Skip all pictures. Set down only the lines starting at the line containing "The width and" and running to the end of the listing.
Data for review Start Marker
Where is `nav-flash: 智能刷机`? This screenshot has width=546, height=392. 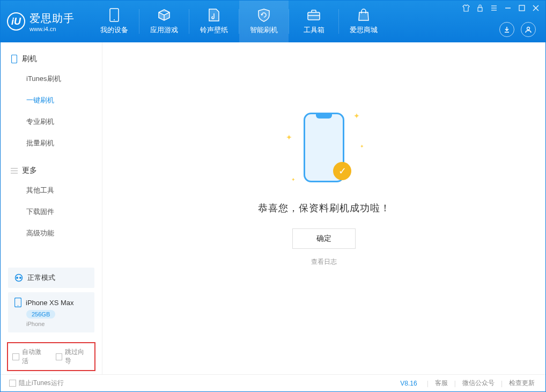 nav-flash: 智能刷机 is located at coordinates (264, 21).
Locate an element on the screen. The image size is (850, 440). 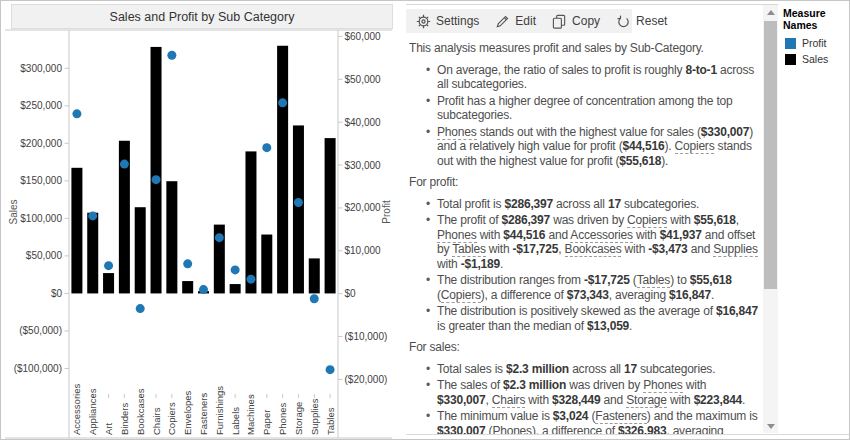
copy-label: Copy is located at coordinates (586, 21).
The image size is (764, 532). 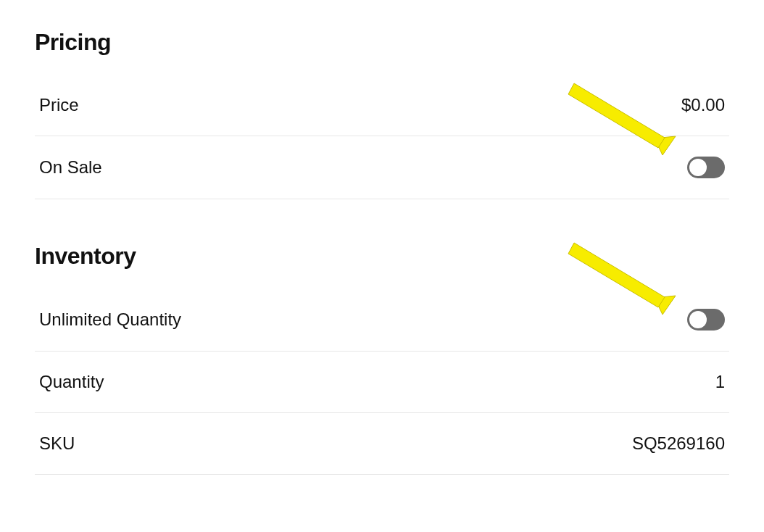 What do you see at coordinates (59, 105) in the screenshot?
I see `price-label: Price` at bounding box center [59, 105].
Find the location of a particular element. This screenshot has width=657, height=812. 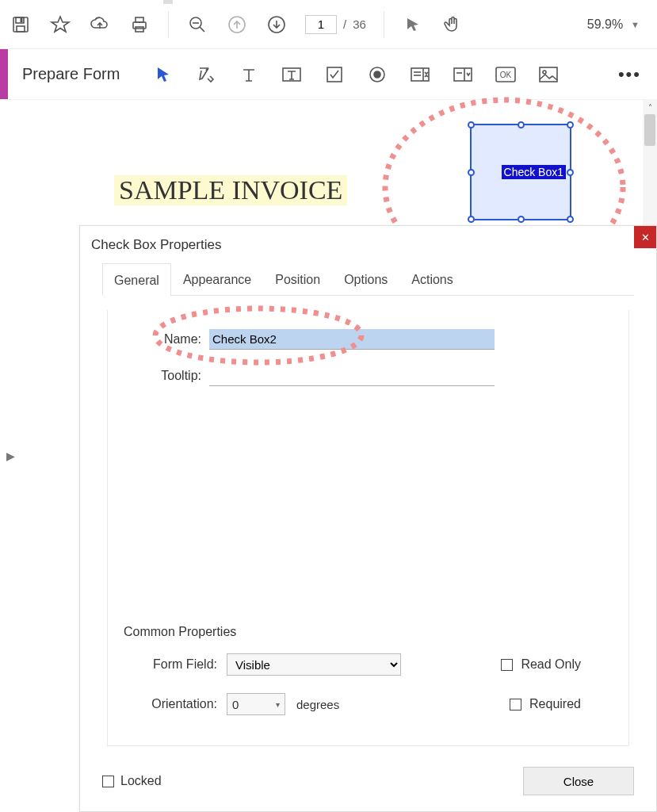

form-field-row: Form Field: Visible Read Only is located at coordinates (368, 665).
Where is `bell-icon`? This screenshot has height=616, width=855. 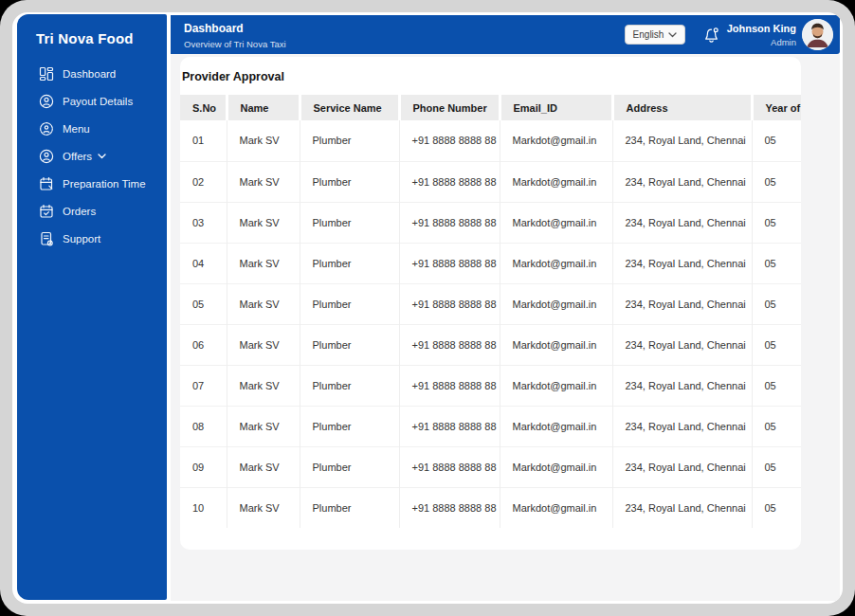 bell-icon is located at coordinates (711, 35).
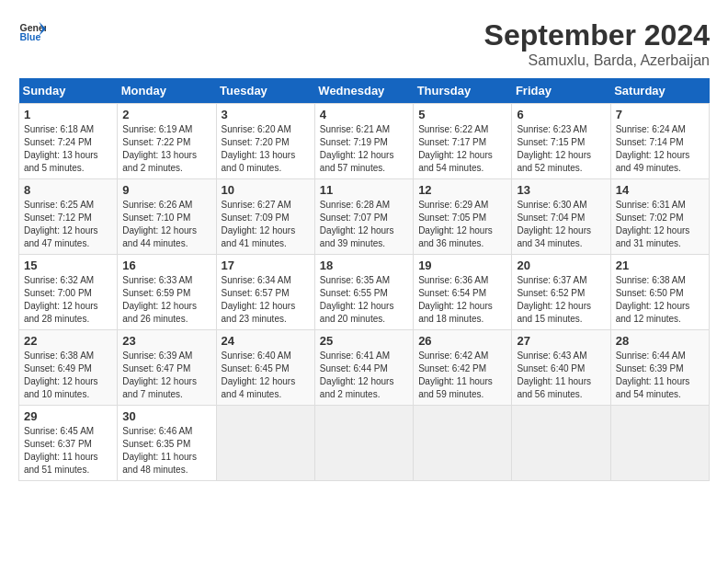 The height and width of the screenshot is (563, 728). Describe the element at coordinates (68, 340) in the screenshot. I see `day-number: 22` at that location.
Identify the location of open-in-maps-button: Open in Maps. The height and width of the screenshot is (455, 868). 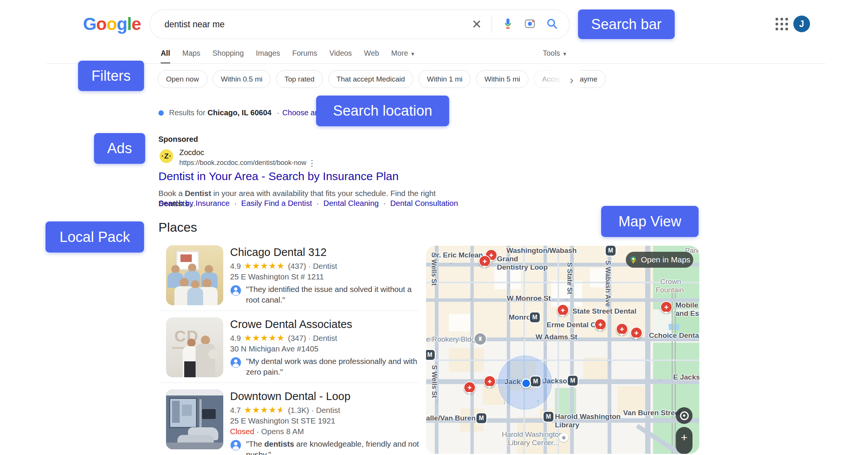
(660, 260).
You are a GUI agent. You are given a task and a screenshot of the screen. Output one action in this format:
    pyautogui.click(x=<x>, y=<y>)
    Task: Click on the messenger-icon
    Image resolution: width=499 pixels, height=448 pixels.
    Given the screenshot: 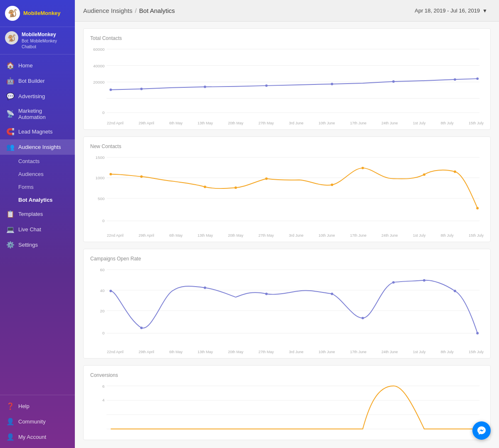 What is the action you would take?
    pyautogui.click(x=482, y=431)
    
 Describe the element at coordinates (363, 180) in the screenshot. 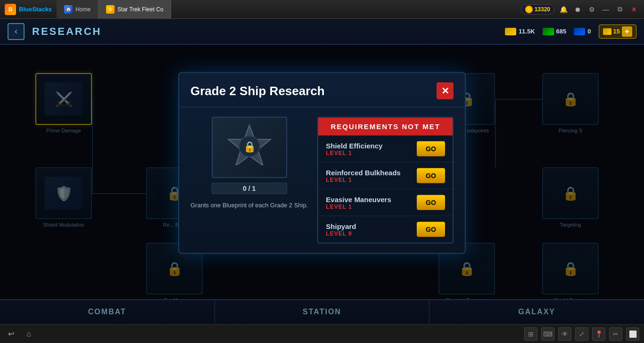

I see `req-level-1: LEVEL 1` at that location.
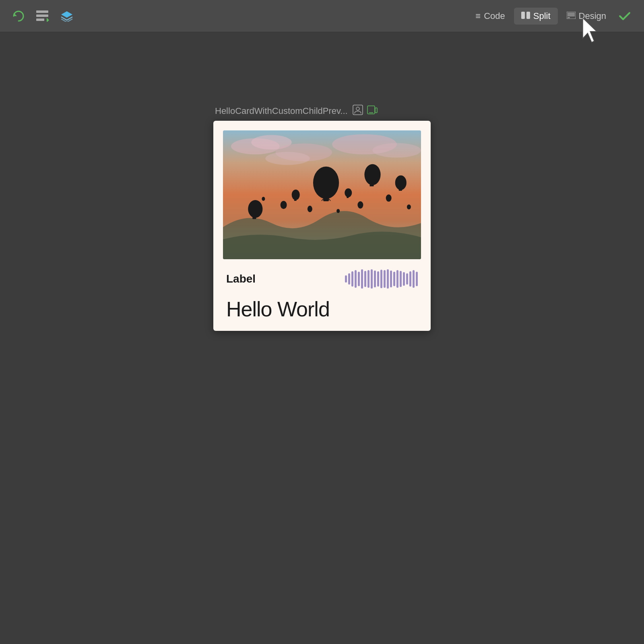  I want to click on toolbar-right: ≡ Code Split, so click(550, 16).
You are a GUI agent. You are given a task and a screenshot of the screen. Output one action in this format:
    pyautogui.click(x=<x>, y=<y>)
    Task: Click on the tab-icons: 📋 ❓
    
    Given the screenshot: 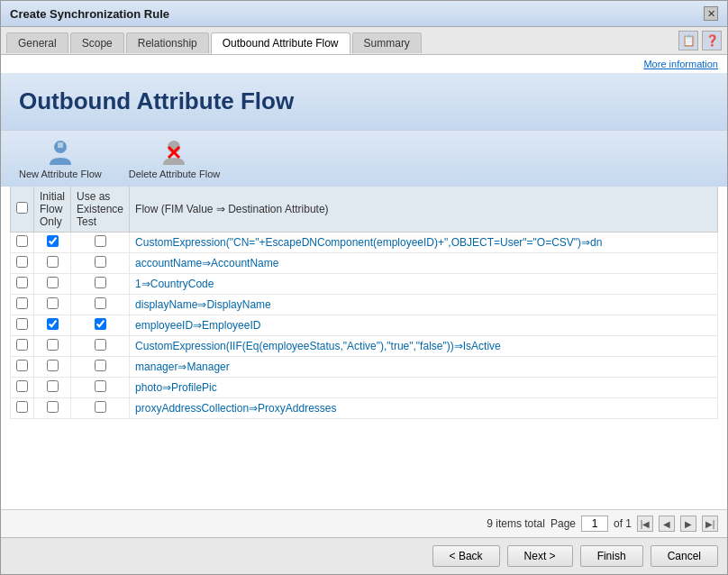 What is the action you would take?
    pyautogui.click(x=700, y=42)
    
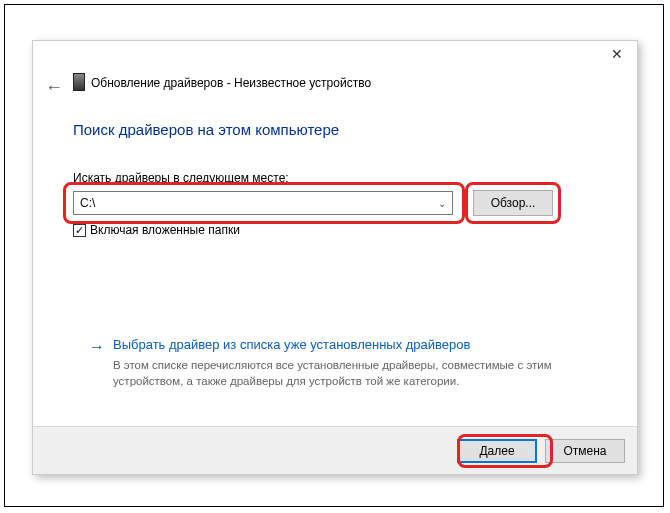 This screenshot has height=513, width=670. What do you see at coordinates (617, 54) in the screenshot?
I see `close-icon: ✕` at bounding box center [617, 54].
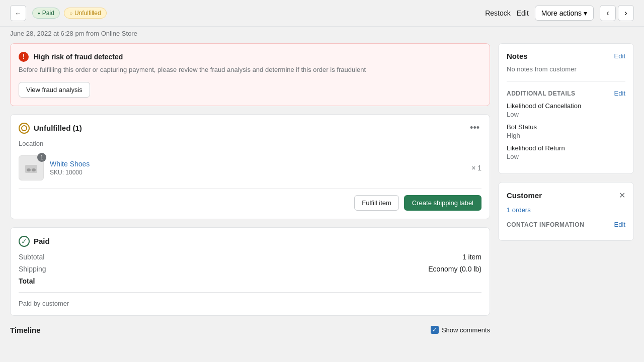 Image resolution: width=644 pixels, height=362 pixels. Describe the element at coordinates (524, 195) in the screenshot. I see `customer-title: Customer` at that location.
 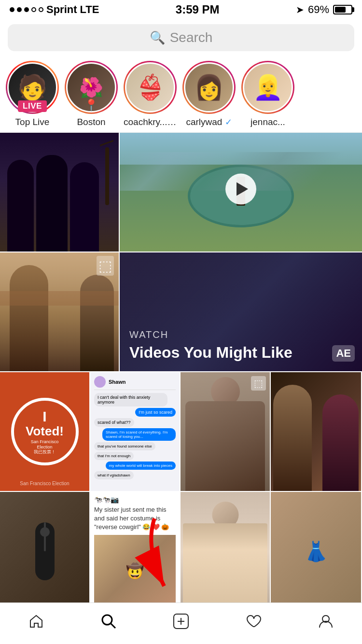 I want to click on story-avatar-wrap-carlywad: 👩, so click(x=209, y=87).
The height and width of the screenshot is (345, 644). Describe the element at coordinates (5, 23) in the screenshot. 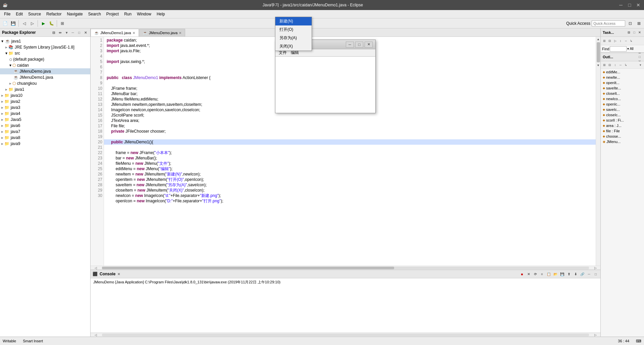

I see `new-button: 📄` at that location.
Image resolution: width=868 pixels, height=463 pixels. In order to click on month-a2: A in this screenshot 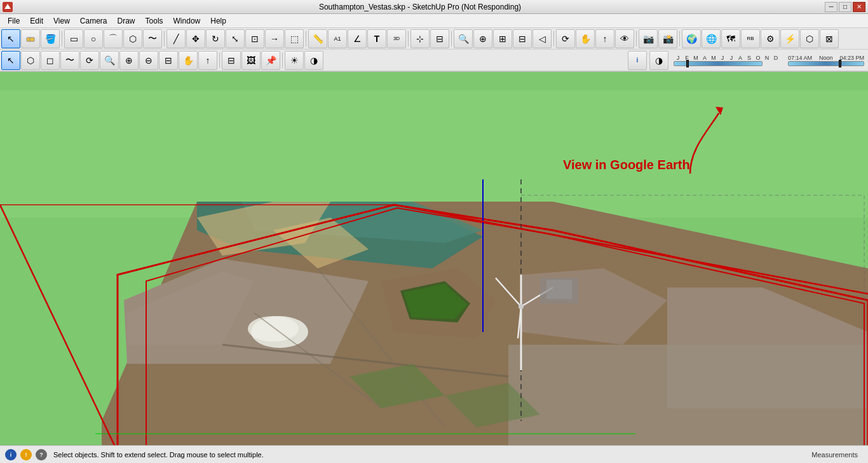, I will do `click(740, 58)`.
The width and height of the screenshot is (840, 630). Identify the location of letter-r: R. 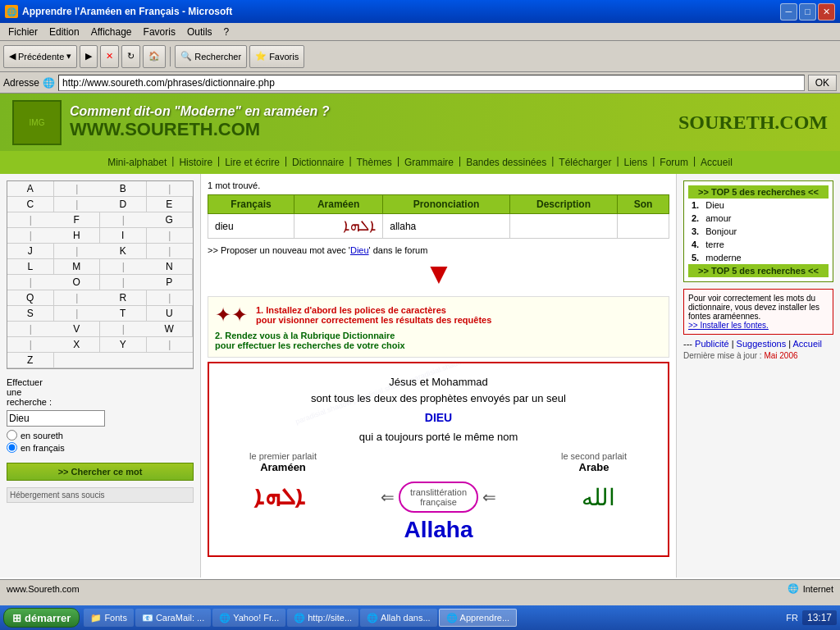
(123, 299).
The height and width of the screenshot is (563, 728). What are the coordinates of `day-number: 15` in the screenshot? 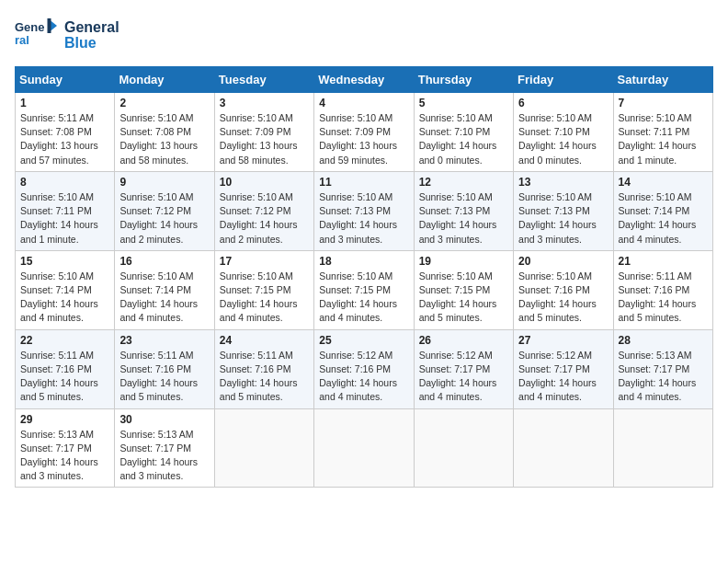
Data for review End Marker
> _Exercise solution_:
The width and height of the screenshot is (840, 630). Identify the location of letter-r: R. 
(123, 299).
The height and width of the screenshot is (563, 728). What are the coordinates of `day-number: 15` in the screenshot? 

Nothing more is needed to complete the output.